Data collection myths debunked. Yes we can!
Collecting good quality impact data is now very do-able.
In our blog ‘All you have to do is ask’, we explained how simple it can be to measure social impact with a short survey. And the brand new analysis for parkrun shows the kind of evidence you can produce with good data.
State of Life have worked hard over the last 5 years to make collecting data as easy as possible with what is now a Treasury recommended Green Book methodology and sector-leading progressive web application tech (uses less memory on phone, works on and offline).
You can now share a link via WhatsApp to collect robust data on your social impact. And our clients have collected data from very sensitive groups including a homeless youth group and adults in social care.
So why is there still resistance to collecting data?
Making it really simple to ask real people doesn’t seem to be enough. We still encounter resistance to collecting data and numerous problems come up as to why it’s not possible. Here are the most common barriers we encounter. In our next blog we’ll look at what actually could be behind why groups and projects sometimes struggle to collect data.
The people we work with won’t like these questions.
Often with young people or vulnerable groups there is a duty of care and the people who care feel that asking questions could be problematic. This is obviously an important question of research ethics. But this is why the State of Life methodology only uses questions from large national data sets that have been tested and validated to work with a wide-range of ages, abilities and challenges being faced. Of course there will be exceptions where these questions genuinely won’t work for some groups but we hear this way more than that is true.
The people we work with don’t use or have access to smart phones
Often if a project is in a deprived area we will hear that access to digital technology is limited or that people will be reluctant to use up their own data allowance completing a survey. Again, a legitimate concern. Our tech is a progressive web app, so uses very little memory on the phone. In our experience smart phone penetration is almost never a problem in the UK - and where is has been - we’ve had success with the group leader enabling people to use their phone to fill in the survey.
It will take too long and be too disruptive to the project
This often comes from unstructured youth work - so drop-in youth clubs or groups. A project where regular attendance is not possible to track. Yes, this lack of structure can make things difficult but far from impossible. If a person is benefitting from attending, being there and it’s being run by a person with authority - then there is always a very basic set of information to collect (age, gender, ethnicity, attendance etc) and perhaps a quick survey can also be completed. We have surveys that are well under 2 minutes and 20 questions to cover the relevant outcomes.
People are bored of surveys, they have survey fatigue - it’s just a pain in the arse
Sometimes true. But often we find that people actually enjoy the wellbeing questions; it makes them think about life. Survey design can enable this and length can be as little as 20 questions. In our experience, this barrier can come more from the person running the group who for various understandable reasons probably has enough on their plate and might struggle to find time for another survey. We explain why the survey is being done, how it will help them and their project attract more funding, and provide evidence of how valuable their work is in a way that is robust and meaningful. It’s not another survey just for the sake of it. If we don’t do that, then yes - collecting data is just a pain in the arse.
This isn’t ‘real world’ research and you can’t capture everything with a survey
This is more something we hear from those working or running the project - they have an ethical, methodological opposition to collecting data. And perhaps a preference for more qualitative methods.
Again, all very fair and wherever possible we combine data with more qualitative methods (as long as they are systematic and representative rather than just cherry-picking). Completing surveys online and doing it privately and anonymously generates a more honest response in many of the outcome areas we look at. Quantitative wellbeing data is hugely complementary to qualitative methods in being able to represent the whole group or project in what can be a more affordable and accurate way.
So what’s the real reason folks don’t like data?
All of the above are logical reasoning that we use all the time but it may still not cut through. In our next blog we explain why. The opposition to data that makes you accountable for the impact you have is an emotional one. It’s….
FEAR!
So next up, how do we change the language of measurement and evaluation to stop scaring the very people it’s trying to help?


> [WHAT NEEDS TO BE DONE]: Down to the last line below, write out every line exactly, starting with the one that contains "Serialize everything readable" and leaving out the pictures.

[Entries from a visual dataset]
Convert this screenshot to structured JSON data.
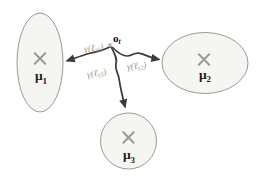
{
  "figure": {
    "origin": {
      "label": "o",
      "subscript": "t"
    },
    "clusters": [
      {
        "label": "μ",
        "subscript": "1"
      },
      {
        "label": "μ",
        "subscript": "2"
      },
      {
        "label": "μ",
        "subscript": "3"
      }
    ],
    "edges": [
      {
        "label_pre": "γ(ℓ",
        "label_sub": "t1",
        "label_post": ")"
      },
      {
        "label_pre": "γ(ℓ",
        "label_sub": "t2",
        "label_post": ")"
      },
      {
        "label_pre": "γ(ℓ",
        "label_sub": "t3",
        "label_post": ")"
      }
    ],
    "colors": {
      "background": "#ffffff",
      "ellipse_fill": "#f5f5f2",
      "ellipse_stroke": "#8e8e8c",
      "curve": "#3b3b3b",
      "x_marker": "#9b9b99",
      "mu_label": "#1c1c1c",
      "origin_label": "#111111",
      "origin_dot": "#b6b6b0",
      "gamma_label": "#a69786"
    }
  }
}
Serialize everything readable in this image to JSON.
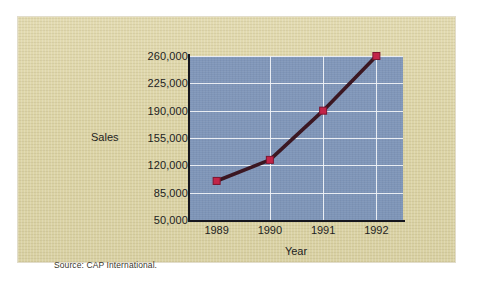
{
  "figure": {
    "source_note": "Source: CAP International.",
    "panel_color": "#ded7ab",
    "plot_color": "#7f96b9",
    "gridline_color": "#f2f4f7",
    "axis_color": "#16161e",
    "line_color": "#3b1722",
    "marker_color": "#c32448"
  },
  "chart_data": {
    "type": "line",
    "title": "",
    "xlabel": "Year",
    "ylabel": "Sales",
    "categories": [
      "1989",
      "1990",
      "1991",
      "1992"
    ],
    "x": [
      1989,
      1990,
      1991,
      1992
    ],
    "values": [
      100000,
      127000,
      190000,
      260000
    ],
    "series": [
      {
        "name": "Sales",
        "values": [
          100000,
          127000,
          190000,
          260000
        ]
      }
    ],
    "ylim": [
      50000,
      260000
    ],
    "yticks": [
      50000,
      85000,
      120000,
      155000,
      190000,
      225000,
      260000
    ],
    "ytick_labels": [
      "50,000",
      "85,000",
      "120,000",
      "155,000",
      "190,000",
      "225,000",
      "260,000"
    ],
    "xtick_labels": [
      "1989",
      "1990",
      "1991",
      "1992"
    ],
    "grid": true,
    "legend": null,
    "legend_position": "none",
    "marker": "square"
  }
}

> [RESPONSE TO THE EXERCISE]:
Serialize everything readable in this image to JSON.
{
  "figure": {
    "source_note": "Source: CAP International.",
    "panel_color": "#ded7ab",
    "plot_color": "#7f96b9",
    "gridline_color": "#f2f4f7",
    "axis_color": "#16161e",
    "line_color": "#3b1722",
    "marker_color": "#c32448"
  },
  "chart_data": {
    "type": "line",
    "title": "",
    "xlabel": "Year",
    "ylabel": "Sales",
    "categories": [
      "1989",
      "1990",
      "1991",
      "1992"
    ],
    "x": [
      1989,
      1990,
      1991,
      1992
    ],
    "values": [
      100000,
      127000,
      190000,
      260000
    ],
    "series": [
      {
        "name": "Sales",
        "values": [
          100000,
          127000,
          190000,
          260000
        ]
      }
    ],
    "ylim": [
      50000,
      260000
    ],
    "yticks": [
      50000,
      85000,
      120000,
      155000,
      190000,
      225000,
      260000
    ],
    "ytick_labels": [
      "50,000",
      "85,000",
      "120,000",
      "155,000",
      "190,000",
      "225,000",
      "260,000"
    ],
    "xtick_labels": [
      "1989",
      "1990",
      "1991",
      "1992"
    ],
    "grid": true,
    "legend": null,
    "legend_position": "none",
    "marker": "square"
  }
}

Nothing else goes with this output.